Of all the European Union institutions in Brussels, the European Parliament is probably the one building worth visiting, perhaps not to listen to the endless committee discussions that take place when the members of the parliament aren't busy traveling back and forth between the Belgian capital and the parliament's other site, Strasbourg.
It's worth visiting for the sheer quirkiness of the place.
To start with there is the artwork, some of which has been donated as gifts from national parliaments while other pieces are paid for by the chambers' budget -- a sum that is far from completely transparent. Estonia provided the building with a nice piano that no one is allowed to play on, at least not during working hours.
Denmark's contribution, which hung next to one of the cafeterias, was removed with no apparent explanation, though its resemblance to a very private female body part might have had something to do with it.
The Italian art, however, is likely to stay, not because of its exquisite beauty but more because it will prove extremely difficult to get rid of a 6-meter-high metal horse placed in the middle of a hallway. It's not too hard to guess which Italian prime minister it is nicknamed after.
To top it all of there is the "Tree of Integration," consisting of various connected iron bars that creep along a six-story staircase. Every August, a cleaner has to be elevated along the whole construction equipped with a feather duster to give it a rub down. It's a job that takes at least a week.
And then you have the buildings themselves. It is somewhat strange that the far-left party group shares the same corridors as the Christian Democrats but it is a wonderful irony that the Euroskeptics and the far-right MEPs are housed in a building named after the former German Chancellor Willy Brandt -- a Social Democrat and committed European.
The most quirky thing, however, is the fact that the large complex of connected buildings straddles two Brussels municipalities, meaning that various parts of the place have different postcodes. It also means that the passage connecting two of the main buildings at the crossing of the municipal border is probably a tax-free zone since, technically speaking, it hasn't got an address. No one has pitched a tent there yet, but one wouldn't be surprised if it happened sometime soon.
-- Rikard Jozwiak
It's worth visiting for the sheer quirkiness of the place.
To start with there is the artwork, some of which has been donated as gifts from national parliaments while other pieces are paid for by the chambers' budget -- a sum that is far from completely transparent. Estonia provided the building with a nice piano that no one is allowed to play on, at least not during working hours.
Denmark's contribution, which hung next to one of the cafeterias, was removed with no apparent explanation, though its resemblance to a very private female body part might have had something to do with it.
The Italian art, however, is likely to stay, not because of its exquisite beauty but more because it will prove extremely difficult to get rid of a 6-meter-high metal horse placed in the middle of a hallway. It's not too hard to guess which Italian prime minister it is nicknamed after.
To top it all of there is the "Tree of Integration," consisting of various connected iron bars that creep along a six-story staircase. Every August, a cleaner has to be elevated along the whole construction equipped with a feather duster to give it a rub down. It's a job that takes at least a week.
And then you have the buildings themselves. It is somewhat strange that the far-left party group shares the same corridors as the Christian Democrats but it is a wonderful irony that the Euroskeptics and the far-right MEPs are housed in a building named after the former German Chancellor Willy Brandt -- a Social Democrat and committed European.
The most quirky thing, however, is the fact that the large complex of connected buildings straddles two Brussels municipalities, meaning that various parts of the place have different postcodes. It also means that the passage connecting two of the main buildings at the crossing of the municipal border is probably a tax-free zone since, technically speaking, it hasn't got an address. No one has pitched a tent there yet, but one wouldn't be surprised if it happened sometime soon.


## Directions
Your output must consist solely of the lines from the one containing "What region does building occupy?" through the end of the records, reproduced exactly.

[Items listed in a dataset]
----
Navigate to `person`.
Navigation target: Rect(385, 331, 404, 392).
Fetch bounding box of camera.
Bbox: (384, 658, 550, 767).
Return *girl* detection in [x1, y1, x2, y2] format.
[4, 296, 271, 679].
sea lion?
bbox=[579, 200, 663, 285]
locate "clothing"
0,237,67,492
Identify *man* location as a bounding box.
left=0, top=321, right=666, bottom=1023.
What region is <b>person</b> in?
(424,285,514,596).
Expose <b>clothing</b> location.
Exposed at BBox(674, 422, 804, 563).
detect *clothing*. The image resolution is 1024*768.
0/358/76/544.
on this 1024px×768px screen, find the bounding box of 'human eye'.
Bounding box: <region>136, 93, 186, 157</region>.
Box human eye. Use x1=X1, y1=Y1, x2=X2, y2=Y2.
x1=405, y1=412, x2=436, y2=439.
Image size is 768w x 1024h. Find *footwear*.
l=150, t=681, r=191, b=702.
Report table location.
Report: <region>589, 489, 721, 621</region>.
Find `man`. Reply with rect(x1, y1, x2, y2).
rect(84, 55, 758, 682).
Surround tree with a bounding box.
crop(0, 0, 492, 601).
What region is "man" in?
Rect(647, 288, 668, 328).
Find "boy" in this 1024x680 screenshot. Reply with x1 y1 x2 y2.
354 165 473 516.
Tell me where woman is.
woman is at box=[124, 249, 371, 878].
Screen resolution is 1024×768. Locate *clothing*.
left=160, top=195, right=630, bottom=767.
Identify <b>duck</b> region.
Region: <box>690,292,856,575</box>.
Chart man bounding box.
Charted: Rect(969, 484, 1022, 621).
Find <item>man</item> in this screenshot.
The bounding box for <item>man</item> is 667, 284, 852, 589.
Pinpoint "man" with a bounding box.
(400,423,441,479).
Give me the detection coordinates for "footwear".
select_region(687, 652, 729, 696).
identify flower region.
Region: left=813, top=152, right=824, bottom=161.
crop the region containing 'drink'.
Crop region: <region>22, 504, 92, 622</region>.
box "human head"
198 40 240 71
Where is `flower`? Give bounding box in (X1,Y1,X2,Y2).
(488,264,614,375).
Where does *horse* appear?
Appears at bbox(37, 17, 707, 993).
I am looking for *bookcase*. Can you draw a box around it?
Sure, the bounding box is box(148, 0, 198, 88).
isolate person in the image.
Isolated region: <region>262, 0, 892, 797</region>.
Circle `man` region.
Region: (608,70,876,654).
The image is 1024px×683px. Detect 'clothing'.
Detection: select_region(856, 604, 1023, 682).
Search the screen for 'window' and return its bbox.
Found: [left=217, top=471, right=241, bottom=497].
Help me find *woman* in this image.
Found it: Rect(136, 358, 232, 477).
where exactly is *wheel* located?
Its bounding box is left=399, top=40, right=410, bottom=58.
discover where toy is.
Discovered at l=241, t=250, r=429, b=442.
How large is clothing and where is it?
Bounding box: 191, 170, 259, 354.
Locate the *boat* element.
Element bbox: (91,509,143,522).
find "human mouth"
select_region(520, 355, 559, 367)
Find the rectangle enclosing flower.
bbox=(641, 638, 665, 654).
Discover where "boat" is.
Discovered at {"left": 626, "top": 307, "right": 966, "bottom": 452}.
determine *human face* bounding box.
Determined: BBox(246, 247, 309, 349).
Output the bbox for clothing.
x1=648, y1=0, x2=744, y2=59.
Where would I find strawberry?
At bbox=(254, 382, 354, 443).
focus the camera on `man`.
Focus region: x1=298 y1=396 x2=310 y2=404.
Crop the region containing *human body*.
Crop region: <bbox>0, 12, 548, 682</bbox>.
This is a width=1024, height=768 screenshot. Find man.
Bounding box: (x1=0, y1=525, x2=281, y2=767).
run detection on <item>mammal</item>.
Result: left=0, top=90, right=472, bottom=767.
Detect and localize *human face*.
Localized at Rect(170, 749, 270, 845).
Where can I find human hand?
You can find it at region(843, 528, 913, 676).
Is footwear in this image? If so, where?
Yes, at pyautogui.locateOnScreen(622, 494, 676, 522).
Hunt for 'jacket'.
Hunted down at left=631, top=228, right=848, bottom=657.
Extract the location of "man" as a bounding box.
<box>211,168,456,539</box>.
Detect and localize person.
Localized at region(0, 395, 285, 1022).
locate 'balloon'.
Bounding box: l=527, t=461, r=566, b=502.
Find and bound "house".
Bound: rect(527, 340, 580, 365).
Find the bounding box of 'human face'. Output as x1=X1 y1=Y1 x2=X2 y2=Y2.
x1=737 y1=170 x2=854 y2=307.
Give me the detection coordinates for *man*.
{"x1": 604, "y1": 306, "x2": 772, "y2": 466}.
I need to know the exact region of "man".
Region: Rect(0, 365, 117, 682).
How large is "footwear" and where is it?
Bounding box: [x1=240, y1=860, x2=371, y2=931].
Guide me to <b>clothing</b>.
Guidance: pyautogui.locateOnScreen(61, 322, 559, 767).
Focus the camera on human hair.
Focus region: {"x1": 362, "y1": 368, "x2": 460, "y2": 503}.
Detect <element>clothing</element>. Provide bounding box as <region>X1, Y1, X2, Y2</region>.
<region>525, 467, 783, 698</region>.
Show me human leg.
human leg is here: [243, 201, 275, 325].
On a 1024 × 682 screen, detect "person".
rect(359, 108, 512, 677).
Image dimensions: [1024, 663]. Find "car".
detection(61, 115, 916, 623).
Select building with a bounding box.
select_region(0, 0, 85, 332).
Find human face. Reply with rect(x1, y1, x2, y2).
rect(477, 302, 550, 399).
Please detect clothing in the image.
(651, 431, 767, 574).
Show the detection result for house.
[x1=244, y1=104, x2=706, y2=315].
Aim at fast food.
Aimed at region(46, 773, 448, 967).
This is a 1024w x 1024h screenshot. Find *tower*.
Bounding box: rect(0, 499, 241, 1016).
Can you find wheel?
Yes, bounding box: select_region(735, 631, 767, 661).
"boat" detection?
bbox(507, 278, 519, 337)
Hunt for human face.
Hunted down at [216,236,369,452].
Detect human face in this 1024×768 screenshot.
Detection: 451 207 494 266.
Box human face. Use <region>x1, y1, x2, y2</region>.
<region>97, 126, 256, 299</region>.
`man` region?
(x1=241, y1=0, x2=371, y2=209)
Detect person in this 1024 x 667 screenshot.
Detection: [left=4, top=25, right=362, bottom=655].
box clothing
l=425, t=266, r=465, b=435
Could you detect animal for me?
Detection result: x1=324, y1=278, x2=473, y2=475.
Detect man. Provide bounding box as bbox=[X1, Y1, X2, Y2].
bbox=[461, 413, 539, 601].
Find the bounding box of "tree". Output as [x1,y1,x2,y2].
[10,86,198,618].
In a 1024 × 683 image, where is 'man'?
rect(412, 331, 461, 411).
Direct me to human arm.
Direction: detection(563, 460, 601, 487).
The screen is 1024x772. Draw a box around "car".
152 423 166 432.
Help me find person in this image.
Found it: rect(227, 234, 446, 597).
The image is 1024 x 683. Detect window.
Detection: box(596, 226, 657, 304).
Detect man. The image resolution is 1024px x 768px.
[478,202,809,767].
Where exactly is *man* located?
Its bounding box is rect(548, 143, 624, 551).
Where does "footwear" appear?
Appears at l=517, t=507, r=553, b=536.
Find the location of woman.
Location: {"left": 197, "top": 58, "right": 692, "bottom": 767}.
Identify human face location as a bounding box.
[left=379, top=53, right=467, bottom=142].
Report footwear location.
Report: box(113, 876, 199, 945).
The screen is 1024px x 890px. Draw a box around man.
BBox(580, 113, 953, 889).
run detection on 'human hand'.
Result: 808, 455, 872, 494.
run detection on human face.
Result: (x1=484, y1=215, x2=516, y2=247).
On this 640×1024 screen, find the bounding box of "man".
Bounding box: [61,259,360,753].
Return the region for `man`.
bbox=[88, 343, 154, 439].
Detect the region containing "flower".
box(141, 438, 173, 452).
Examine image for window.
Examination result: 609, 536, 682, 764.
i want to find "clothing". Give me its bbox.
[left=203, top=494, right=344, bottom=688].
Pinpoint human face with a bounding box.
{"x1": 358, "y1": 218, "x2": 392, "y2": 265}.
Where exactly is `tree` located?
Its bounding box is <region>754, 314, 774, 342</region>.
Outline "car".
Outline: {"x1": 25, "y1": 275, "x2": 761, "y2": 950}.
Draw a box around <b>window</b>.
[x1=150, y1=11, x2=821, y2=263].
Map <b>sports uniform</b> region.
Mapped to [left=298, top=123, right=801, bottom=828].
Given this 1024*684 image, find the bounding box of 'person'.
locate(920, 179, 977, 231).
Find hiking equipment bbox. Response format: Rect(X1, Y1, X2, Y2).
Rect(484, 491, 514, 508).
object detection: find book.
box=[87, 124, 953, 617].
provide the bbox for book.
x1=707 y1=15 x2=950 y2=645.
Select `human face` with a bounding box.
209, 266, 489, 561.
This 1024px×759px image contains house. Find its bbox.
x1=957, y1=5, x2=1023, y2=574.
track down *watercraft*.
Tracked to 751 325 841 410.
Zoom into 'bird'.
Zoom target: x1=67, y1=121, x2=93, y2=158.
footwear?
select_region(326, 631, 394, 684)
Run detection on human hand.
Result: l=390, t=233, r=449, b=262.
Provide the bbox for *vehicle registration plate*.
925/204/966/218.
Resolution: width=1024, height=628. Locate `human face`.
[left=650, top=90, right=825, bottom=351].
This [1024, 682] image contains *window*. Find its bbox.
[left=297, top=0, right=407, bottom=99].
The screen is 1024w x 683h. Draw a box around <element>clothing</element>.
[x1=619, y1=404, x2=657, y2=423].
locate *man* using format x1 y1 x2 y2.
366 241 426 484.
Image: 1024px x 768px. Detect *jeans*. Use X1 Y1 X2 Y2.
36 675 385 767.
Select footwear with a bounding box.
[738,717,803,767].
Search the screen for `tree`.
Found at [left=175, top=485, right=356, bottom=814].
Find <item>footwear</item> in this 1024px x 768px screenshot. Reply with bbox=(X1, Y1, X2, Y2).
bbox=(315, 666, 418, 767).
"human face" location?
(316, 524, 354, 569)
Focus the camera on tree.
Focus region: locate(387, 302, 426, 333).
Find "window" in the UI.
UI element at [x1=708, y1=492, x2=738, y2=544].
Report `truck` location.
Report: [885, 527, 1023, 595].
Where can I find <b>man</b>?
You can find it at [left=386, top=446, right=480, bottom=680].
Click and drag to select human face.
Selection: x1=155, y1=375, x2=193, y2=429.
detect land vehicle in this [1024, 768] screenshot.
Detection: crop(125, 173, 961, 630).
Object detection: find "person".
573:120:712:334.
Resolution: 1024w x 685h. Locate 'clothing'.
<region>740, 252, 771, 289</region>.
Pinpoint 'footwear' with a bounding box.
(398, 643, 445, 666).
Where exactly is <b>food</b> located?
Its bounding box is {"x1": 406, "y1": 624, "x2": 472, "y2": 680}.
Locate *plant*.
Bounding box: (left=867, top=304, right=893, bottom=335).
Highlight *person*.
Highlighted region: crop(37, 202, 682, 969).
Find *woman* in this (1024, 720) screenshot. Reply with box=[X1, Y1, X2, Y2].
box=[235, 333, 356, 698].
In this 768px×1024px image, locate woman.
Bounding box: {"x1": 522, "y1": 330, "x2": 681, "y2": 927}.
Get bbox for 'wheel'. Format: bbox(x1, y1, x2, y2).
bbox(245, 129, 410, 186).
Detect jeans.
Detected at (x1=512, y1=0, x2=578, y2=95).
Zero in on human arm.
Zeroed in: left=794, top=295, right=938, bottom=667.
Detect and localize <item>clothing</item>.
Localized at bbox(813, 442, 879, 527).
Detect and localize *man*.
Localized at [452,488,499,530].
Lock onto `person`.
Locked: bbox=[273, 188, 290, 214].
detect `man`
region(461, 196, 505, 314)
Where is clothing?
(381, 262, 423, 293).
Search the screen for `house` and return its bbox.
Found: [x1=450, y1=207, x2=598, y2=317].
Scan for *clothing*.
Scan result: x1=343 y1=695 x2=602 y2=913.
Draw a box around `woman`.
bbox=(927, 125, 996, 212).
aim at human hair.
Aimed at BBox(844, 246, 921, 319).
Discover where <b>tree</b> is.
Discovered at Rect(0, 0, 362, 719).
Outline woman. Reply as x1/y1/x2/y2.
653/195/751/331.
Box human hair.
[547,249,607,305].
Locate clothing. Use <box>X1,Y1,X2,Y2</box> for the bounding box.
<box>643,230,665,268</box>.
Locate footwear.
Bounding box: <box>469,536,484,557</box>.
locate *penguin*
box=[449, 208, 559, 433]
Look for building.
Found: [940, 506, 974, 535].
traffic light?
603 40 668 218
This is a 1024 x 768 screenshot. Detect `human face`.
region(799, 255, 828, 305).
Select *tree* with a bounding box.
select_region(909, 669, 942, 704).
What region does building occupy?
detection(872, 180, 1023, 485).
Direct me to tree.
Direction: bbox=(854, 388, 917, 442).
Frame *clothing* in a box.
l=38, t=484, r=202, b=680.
----
## Reply to the task
What region does building occupy?
detection(872, 180, 1023, 485).
Direct me to tree.
Direction: bbox=(854, 388, 917, 442).
Frame *clothing* in a box.
l=38, t=484, r=202, b=680.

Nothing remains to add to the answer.